Thoughts on Belonging, Part 3
In my previous post on this subject, we arrived at a clearer understanding of when someone attending an event is most at risk of not experiencing the sense of belonging events usually aspire to offer, and of feeling isolated and left out instead. Before we move onto the practical strategies we can develop to minimise the chance of this happening, it may be worth reflecting on what’s going on when someone is heading into that state but is rescued from it and ends up feeling like part of the community after all.
I use the word ‘rescued’ because that it a word I’ve heard people use to describe what this felt like. And it aptly describes how I have felt in such situations too. And that itself says something about how quietly desperate the feeling is when you feel alone in a situation where everyone else seems to feel connected.
The tales of these experiences I have heard have a few traits in common:
- They take place in the interstices of the event, rather than in the formal sessions: at hotel receptions, mealtimes, before a formal session starts. My guess is that this is when one is most likely to feel alone; during the formal sessions, there is a structured experience in which everyone participates together, but it is the informal in-between bits where people really get the benefit of processing the formal experiences together in their friendship groups, whether pre-existent or newly-formed.
- There is usually more than one person involved in effecting the rescue: it is not just one person offering a conversation, that is, but a group of people who already enjoy a sense of connection extending it to include the person who feels isolated.
- Once this initial connection has been made, both the rescuers and rescuee continue to seek each other out to maintain the connection throughout the event, and in many cases at any subsequent event they all attend.
- The connection, while strong, and often amplified by the context in which it was made, is entirely platonic. I have one experience of what initially felt like a rescue (‘Oh that’s nice, somebody wants to sit next to me,’ were my exact thoughts) that didn’t turn into a life-long friendship because my rescuer had romantic interests in me that I didn’t reciprocate. And I felt bad about subsequently disentangling myself from that friendship, because he was nice and I felt grateful that he had kept me company when I was lonely, but that didn’t mean I felt about him as he’d like me to. (I don’t normally share these kinds of personal details I realise, but it was a long time ago, and I think the distinction is an important one to make.)
So, with all these things in mind, what strategies might head off a potential experience of alienation before it occurs?
- Signalling who is attending for their first time so that other attendees can make sure they’re looked after. This one sounds like a good idea as it directly targets the people most at risk, but it isn’t guaranteed to succeed. I have known it work well, and I have also known it lead to people feeling singled-out and thus marked as not-belonging. In particular, I think it works better when the means to identify first-timers is subtle enough that it is only readily apparent to someone already near enough to be in conversation, and it needs to preserve the dignity of the people so marked.
- Small-group activities that deliberately mix people who have not previously met. ‘Ice-breakers’ can be a bit of a cliché, but they can also be very effective if the activities are chosen to suit the interests and preferences of the attendees. I have made some long-standing friends in scratch quartet contests, for instance, and many people who attended the abcd convention in around 2005 have fond memories of the way John Rutter got all the delegates mixed up and interacting as a means to form the multiple choirs required to workshop Spem In Alium at the opening plenary session.
Arbitrary ‘team-building’ exercises with no direct relevance to the subject at hand – as caricatured as the bane of work training sessions – seem less successful probably because they are arbitrary. If what people have in common is the purpose of the event, then staying on topic seems a more natural way to facilitate connection.
- Tasks/activities designed for the break times that encourage people to interact with people they don’t already know. Delegate ‘bingo’ cards, treasure hunts, etc can make this into a game, or you could do it in a way that will feed into and enhance the experience of a formal session. (‘Like what?’ you ask. I’m just brewing some ideas that I might not have had if I had not written that sentence. So, I’m not entirely sure yet but this is exactly why I write a blog, you get ideas you might not otherwise have discovered.)
I note that with both of these the point is not only to make sure that somebody talks to the people who don’t have a ready-made friendship group at the event, but that the people who do have one also have step outside theirs. It’s not just about effecting introductions, but also about equalising the feeling of vulnerability, so that the old-timers experience the need to make an effort to connect as much as the new arrivals.
Key to any and all strategies, though, has to be that they kick in early. You can’t leave someone feeling left out for a day and a half and expect them to recover instantly or even ever fully once you do get them feeling connected. People who have not been rescued from this feeling until halfway through an event remember their sense of trauma even if they ended up enjoying the second half. They may retain a strong affection for the people who did eventually offer them a sense of connection, but they are likely to continue to feel equivocal about the event itself and by extension the organisation that held it.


- PROBLEM
The output must start at the line containing "Image is 868x412 pixels." in the records below and stop at the last line, matching each line exactly and leaving out every picture.

Stored items from a collection
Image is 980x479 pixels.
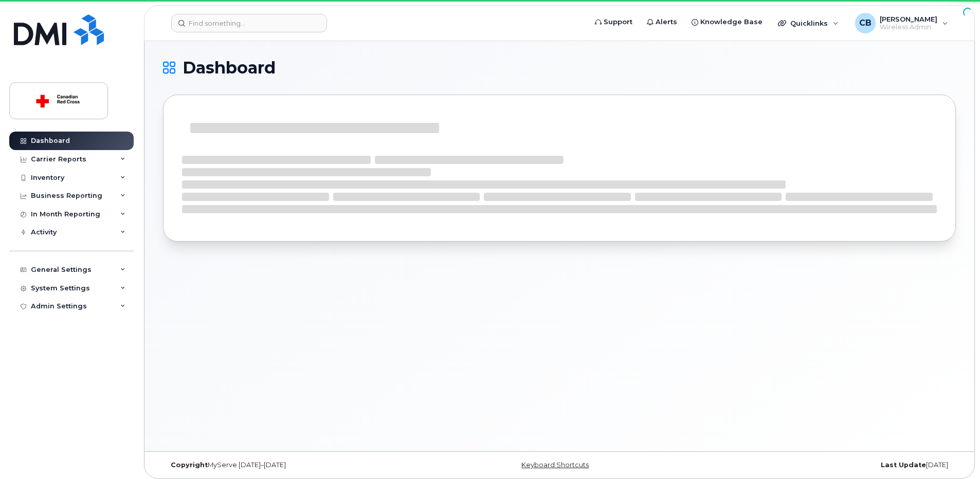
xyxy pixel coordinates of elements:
div: MyServe [DATE]–[DATE] [163,461,427,469]
div: [DATE] [691,461,956,469]
a: Keyboard Shortcuts [521,461,588,469]
span: Dashboard [183,60,276,76]
strong: Copyright [171,461,207,469]
strong: Last Update [880,461,926,469]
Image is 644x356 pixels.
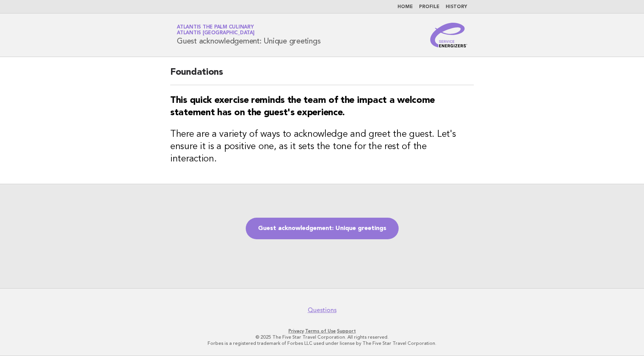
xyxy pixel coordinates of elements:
[289,328,304,334] a: Privacy
[170,128,474,165] h3: There are a variety of ways to acknowledge and greet the guest. Let's ensure it is a positive one...
[308,306,337,314] a: Questions
[305,328,336,334] a: Terms of Use
[86,340,558,346] p: Forbes is a registered trademark of Forbes LLC used under license by The Five Star Travel Corpora...
[337,328,356,334] a: Support
[170,96,435,118] strong: This quick exercise reminds the team of the impact a welcome statement has on the guest's experie...
[177,25,254,36] a: Atlantis The Palm CulinaryAtlantis [GEOGRAPHIC_DATA]
[446,4,467,9] a: History
[86,334,558,340] p: © 2025 The Five Star Travel Corporation. All rights reserved.
[430,23,467,47] img: Service Energizers
[170,66,474,85] h2: Foundations
[177,31,254,36] span: Atlantis [GEOGRAPHIC_DATA]
[177,25,320,45] h1: Guest acknowledgement: Unique greetings
[86,328,558,334] p: · ·
[246,218,399,239] a: Guest acknowledgement: Unique greetings
[419,4,439,9] a: Profile
[397,4,413,9] a: Home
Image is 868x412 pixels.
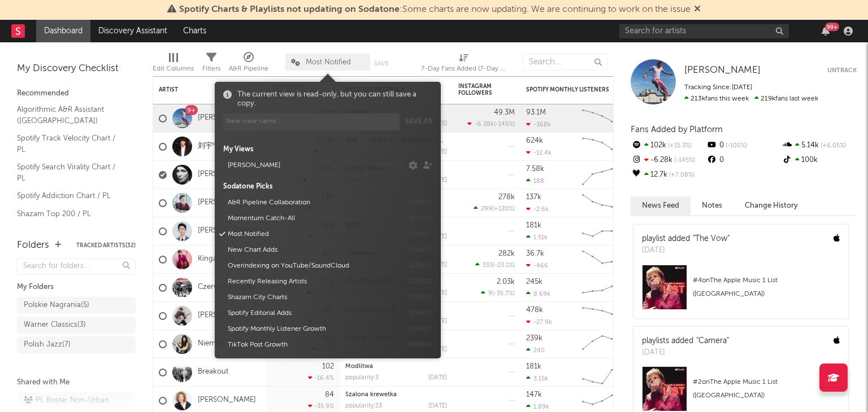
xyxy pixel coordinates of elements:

- ANSWER TO THIS PROBLEM
Image is 868x412 pixels.
xyxy pixel coordinates of elements:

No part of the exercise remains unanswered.